MATERIALS PROVIDED |
------------------------------------------------

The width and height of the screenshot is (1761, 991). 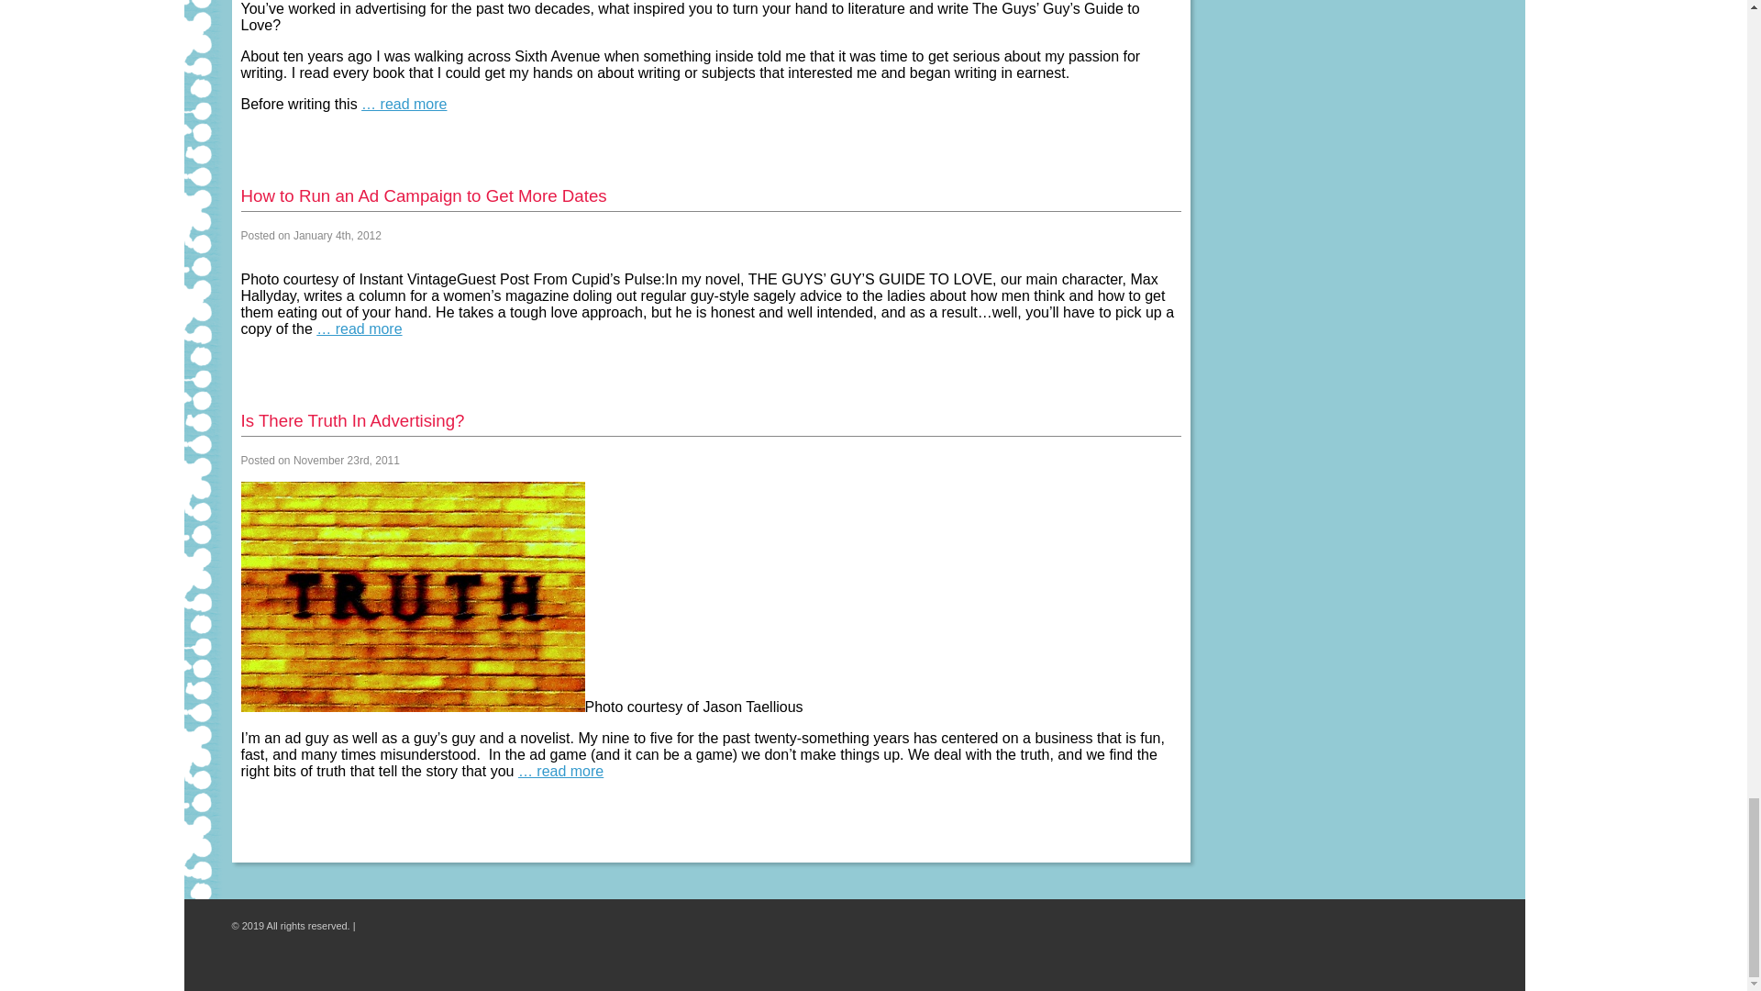 What do you see at coordinates (422, 195) in the screenshot?
I see `How to Run an Ad Campaign to Get More Dates` at bounding box center [422, 195].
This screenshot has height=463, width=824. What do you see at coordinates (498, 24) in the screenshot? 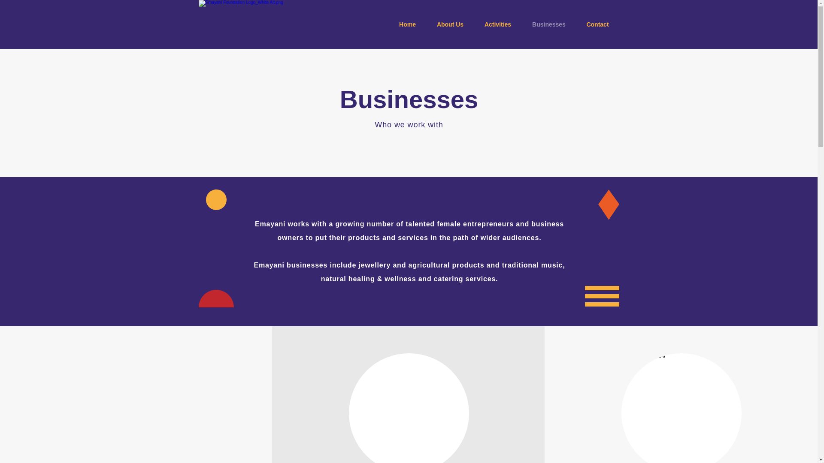
I see `Activities` at bounding box center [498, 24].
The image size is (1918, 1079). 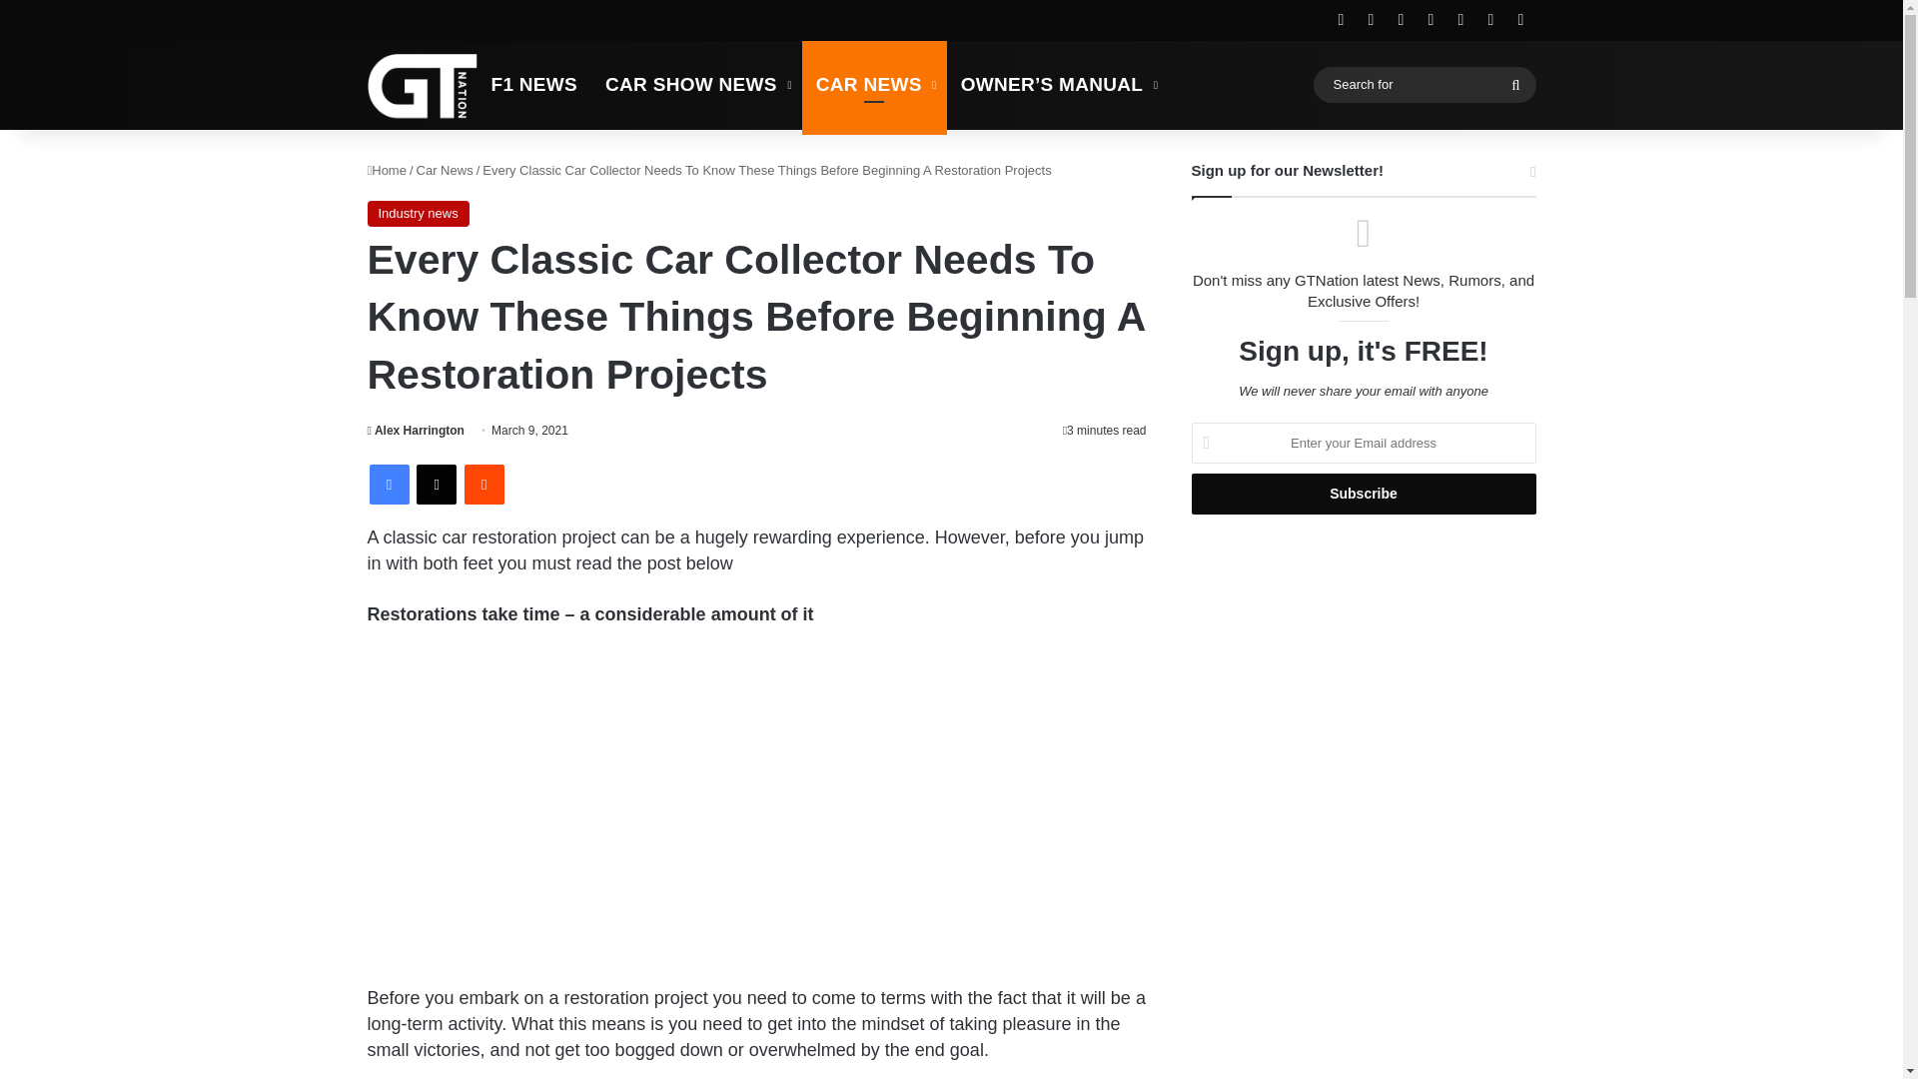 I want to click on Car News, so click(x=445, y=170).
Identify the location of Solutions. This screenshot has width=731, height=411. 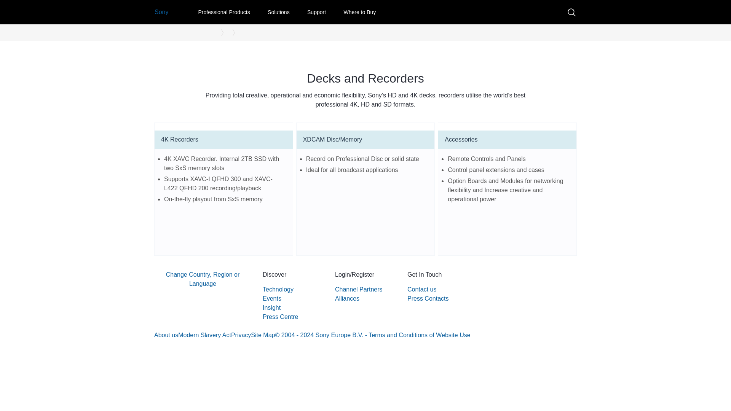
(278, 13).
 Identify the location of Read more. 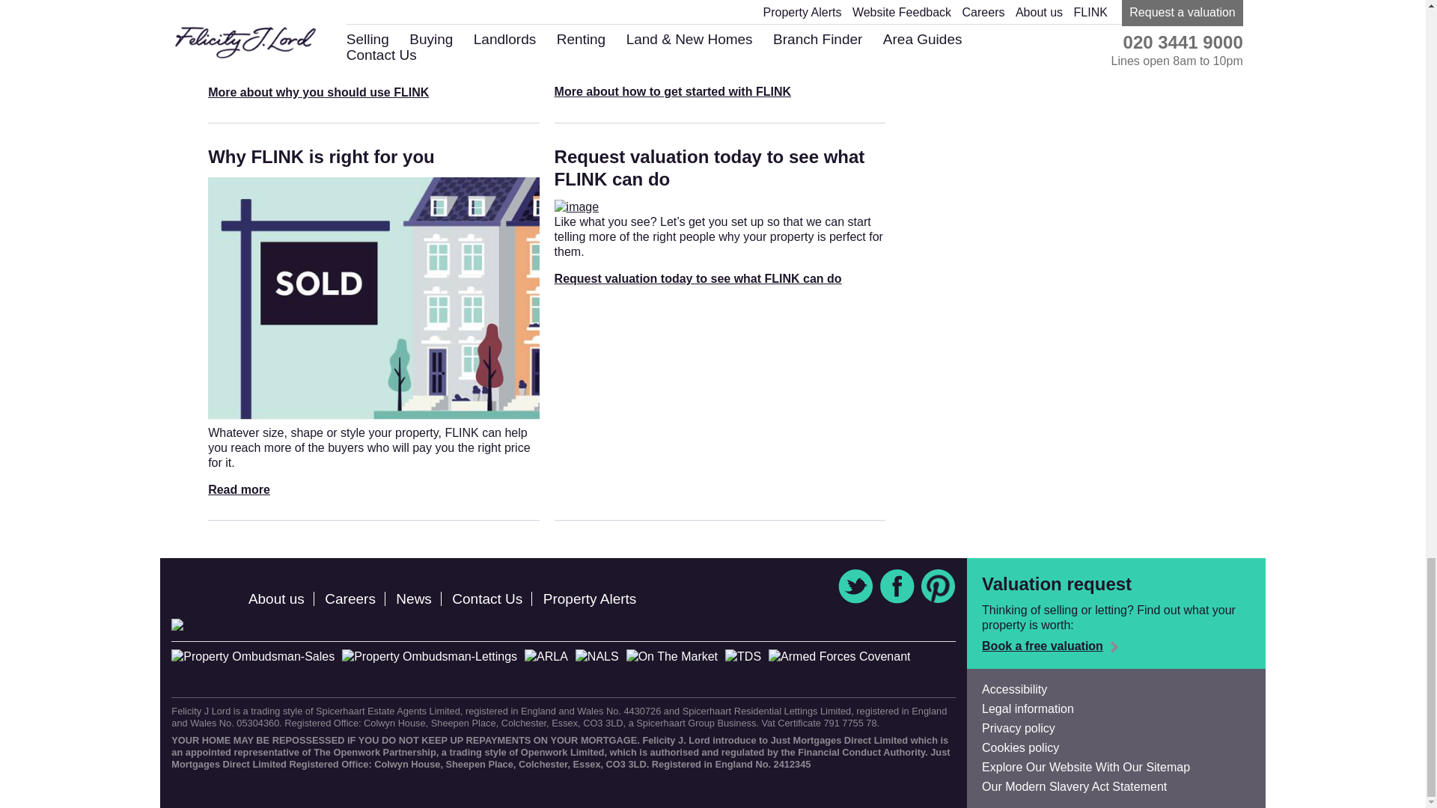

------------------------------------------------

ABOUT THIS EXERCISE | Your task is to transcribe, exactly and without additions, every line from the one that contains "Identify the location of Solutions." to the end of the entries above, both included. Omit all pictures.

YOUR SOLUTION |
Identify the location of Solutions. This screenshot has width=731, height=411. 
(278, 13).
 Identify the location of Read more. 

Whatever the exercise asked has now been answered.